No, my dad is not Barack Obama, David Plouffe, or even the guy who filmed the 47% video.
But Romney lost because of my dad and voters like him. Today, I have read the predictable Republican tripe about Obama winning because his voting coalition wanted "free stuff." Predictably, these racially driven rants overestimate the number of minority voters in the country and assign prejudicial, nefarious motives to those mythical voters.
What Republicans don't understand is that they lost this election not because black people, or women, or Latinos, or young people or intellectuals decided to vote for Obama. They lost this election because their policies have now gotten too extreme for people like my dad.
Who is my dad? He is a 59-year old white man from rural South Carolina. He owns a college degree in business administration and completed some graduate work. He is a graduate of trade school - the Gemology Institute of America. He took over our family jewelry store when he graduated from college. He grew that business to include four stores in four cities. He has since focused almost exclusively on the wholesale side of jewelry, developing a manufacturing element that has found modest success. He has gone out on the road for days at a time to sell the trinkets in his pocket and is what many would consider a "business man."
He is a strong supporter of the military. His father was in the Navy in World War II, serving through the Normandy invasion on D-Day. His brother served as a Marine in Vietnam. He has encouraged and even prodded me to serve in the military since I was entering college.

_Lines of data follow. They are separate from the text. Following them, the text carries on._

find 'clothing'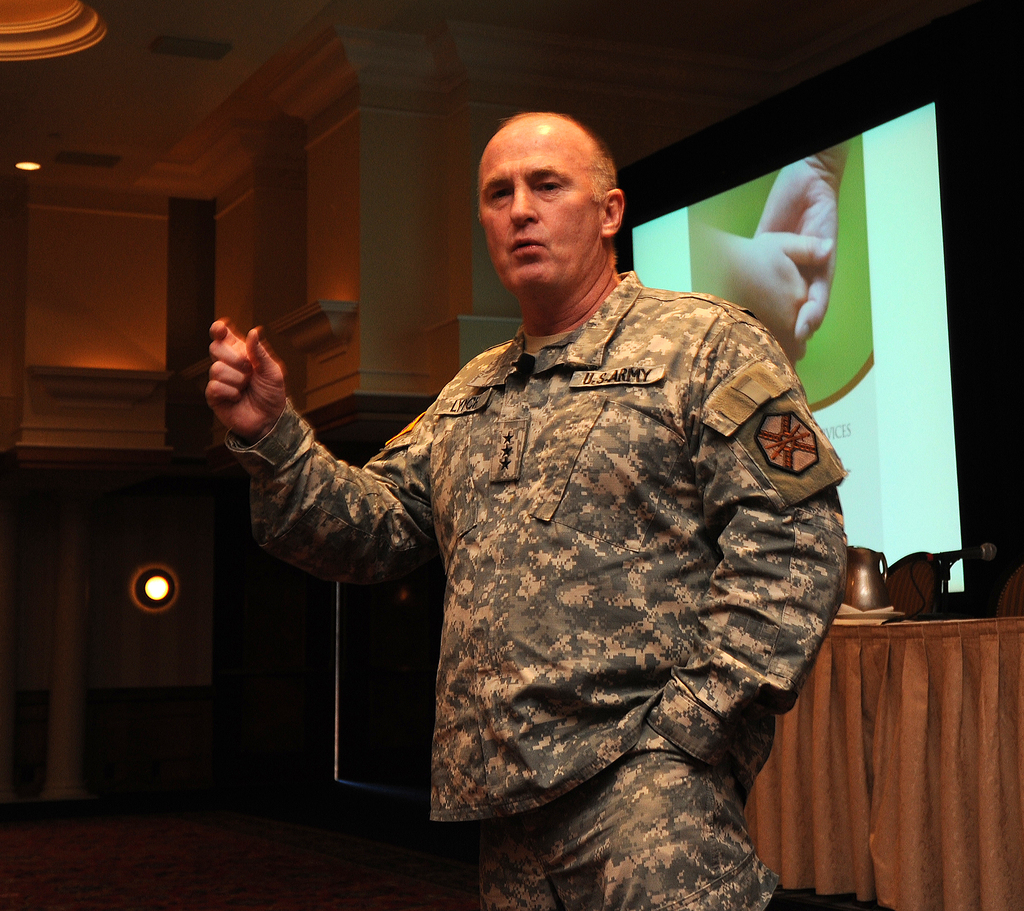
box(218, 213, 854, 862)
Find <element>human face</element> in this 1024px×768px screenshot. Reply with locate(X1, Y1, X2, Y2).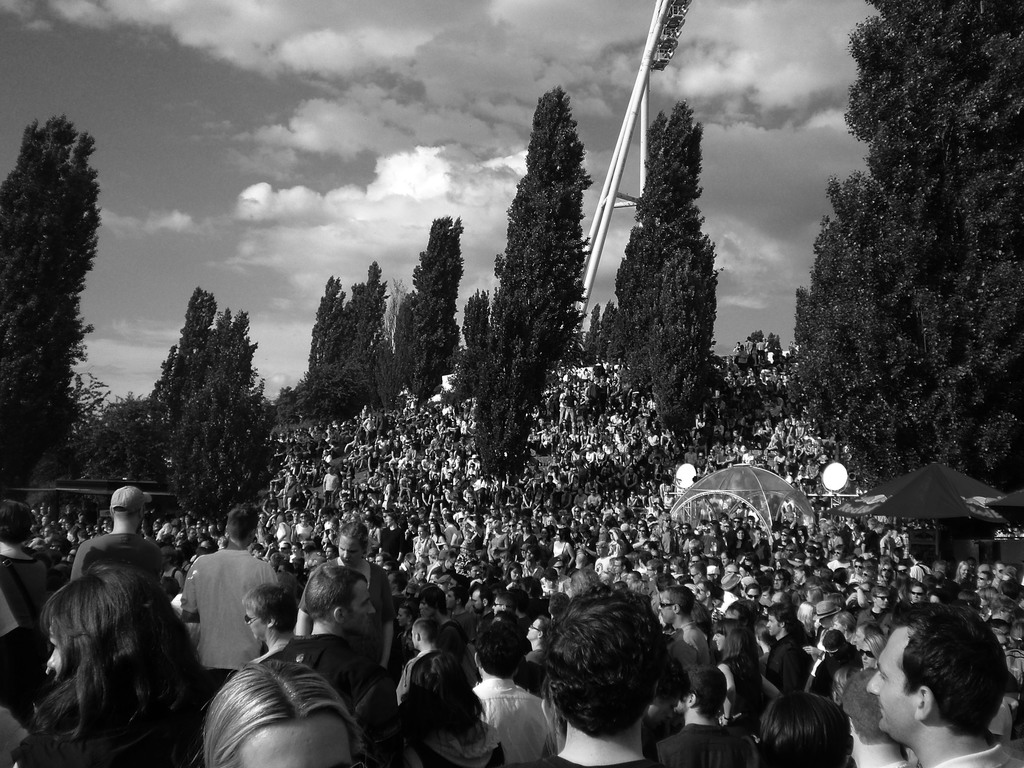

He is a former Southern Baptist minister. For six years, he was the head pastor at a rural church in the sticks of South Carolina. Though he is not what you would consider a wild fundamentalist, he is a staunch and unapologetic believer in Jesus Christ. He is the guy who is almost always asked to pray at any community function.
He is a father and a husband. He has been married to the same woman for more than 30 years and has raised three children. He cleared the land for his own home using an axe and a large cooler of water. He helped to build that home and has lived there ever since. He likes to drink a cold beer while he cooks meat on the grill. He can change his own oil and remodel his own bathroom. He is respected in the community for his values and how he treats people.
Now, my dad is the director of the Chamber of Commerce in our town. His primary job is to stimulate growth for a town that has lost a lot of its population and revenue over the last decade. He is in constant contact with members of the local business community.
My dad is the type of person the GOP should win. He is the type of voter who is expected to vote for a Republican president every single election. He's pro-business, pro-Christianity, pro-military, and pro-family. He's white, older, and lives in a rural part of one of the reddest states in the union.
Yet he voted for Obama. And I knew the election was over when he told me he was voting for Obama in August. The Republican views have strayed so far to the right and so far away from valuing human beings that my dad can no longer align with the GOP. His sense of community is too strong and it's been overwhelmed by the calloused indifference that the current Republican party puts forward.
My dad's vote didn't matter in South Carolina, where many people of similar demographics voted against Obama for their own, uh, reasoned reasons. But if the Republican tripe has turned off my dad, then it's certainly turned off moderates around the country. If the ideology has become too toxic for a businessman father turned minister, then it shouldn't be any surprise that it won't work on a level-minded moderate in places like Ohio and Pennsylvania.
And unless something changes, the GOP won't have my dad's vote again.